Effect of Prior-based Losses on Segmentation Performance: A Benchmark
- URL: http://arxiv.org/abs/2201.02428v3
- Date: Tue, 11 Jan 2022 15:31:37 GMT
- Title: Effect of Prior-based Losses on Segmentation Performance: A Benchmark
- Authors: Rosana El Jurdi, Caroline Petitjean, Veronika Cheplygina, Paul
Honeine, Fahed Abdallah
- Abstract summary: Deep convolutional neural networks (CNNs) have demonstrated state-of-the-art performance for medical image segmentation.
Recent research studies have focused on incorporating prior knowledge such as object shape or boundary, as constraints in the loss function.
In this paper, we establish a benchmark of recent prior-based losses for medical image segmentation.

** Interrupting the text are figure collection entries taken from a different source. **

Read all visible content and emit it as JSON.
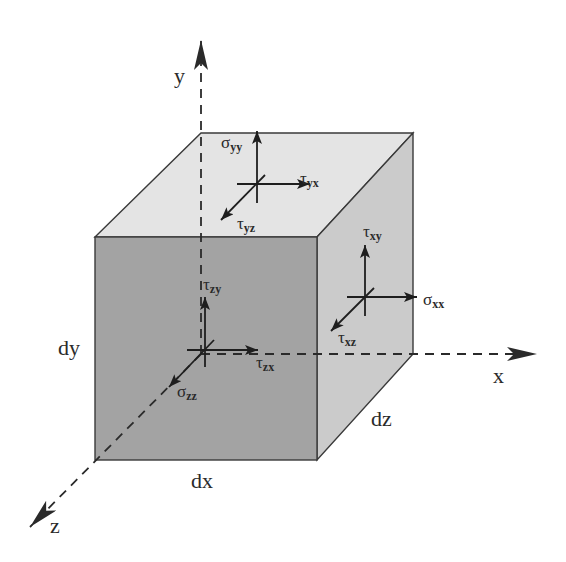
{
  "diagram": {
    "colors": {
      "front_face": "#a3a3a3",
      "top_face": "#e4e4e4",
      "right_face": "#cbcbcb",
      "edge": "#3a3a3a",
      "arrow": "#222222",
      "label": "#2a2a2a"
    },
    "axes": {
      "x": {
        "label": "x"
      },
      "y": {
        "label": "y"
      },
      "z": {
        "label": "z"
      }
    },
    "dimensions": {
      "dx": "dx",
      "dy": "dy",
      "dz": "dz"
    },
    "faces": {
      "top": {
        "name": "y-face",
        "stresses": [
          {
            "id": "sigma_yy",
            "symbol": "σ",
            "sub": "yy",
            "direction": "y"
          },
          {
            "id": "tau_yx",
            "symbol": "τ",
            "sub": "yx",
            "direction": "x"
          },
          {
            "id": "tau_yz",
            "symbol": "τ",
            "sub": "yz",
            "direction": "z"
          }
        ]
      },
      "right": {
        "name": "x-face",
        "stresses": [
          {
            "id": "tau_xy",
            "symbol": "τ",
            "sub": "xy",
            "direction": "y"
          },
          {
            "id": "sigma_xx",
            "symbol": "σ",
            "sub": "xx",
            "direction": "x"
          },
          {
            "id": "tau_xz",
            "symbol": "τ",
            "sub": "xz",
            "direction": "z"
          }
        ]
      },
      "front": {
        "name": "z-face",
        "stresses": [
          {
            "id": "tau_zy",
            "symbol": "τ",
            "sub": "zy",
            "direction": "y"
          },
          {
            "id": "tau_zx",
            "symbol": "τ",
            "sub": "zx",
            "direction": "x"
          },
          {
            "id": "sigma_zz",
            "symbol": "σ",
            "sub": "zz",
            "direction": "z"
          }
        ]
      }
    }
  }
}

- Score: 7.6857153840014165
- License: http://creativecommons.org/licenses/by/4.0/
- Abstract: Today, deep convolutional neural networks (CNNs) have demonstrated
state-of-the-art performance for medical image segmentation, on various imaging
modalities and tasks. Despite early success, segmentation networks may still
generate anatomically aberrant segmentations, with holes or inaccuracies near
the object boundaries. To enforce anatomical plausibility, recent research
studies have focused on incorporating prior knowledge such as object shape or
boundary, as constraints in the loss function. Prior integrated could be
low-level referring to reformulated representations extracted from the
ground-truth segmentations, or high-level representing external medical
information such as the organ's shape or size. Over the past few years,
prior-based losses exhibited a rising interest in the research field since they
allow integration of expert knowledge while still being architecture-agnostic.
However, given the diversity of prior-based losses on different medical imaging
challenges and tasks, it has become hard to identify what loss works best for
which dataset. In this paper, we establish a benchmark of recent prior-based
losses for medical image segmentation. The main objective is to provide
intuition onto which losses to choose given a particular task or dataset. To
this end, four low-level and high-level prior-based losses are selected. The
considered losses are validated on 8 different datasets from a variety of
medical image segmentation challenges including the Decathlon, the ISLES and
the WMH challenge. Results show that whereas low-level prior-based losses can
guarantee an increase in performance over the Dice loss baseline regardless of
the dataset characteristics, high-level prior-based losses can increase
anatomical plausibility as per data characteristics.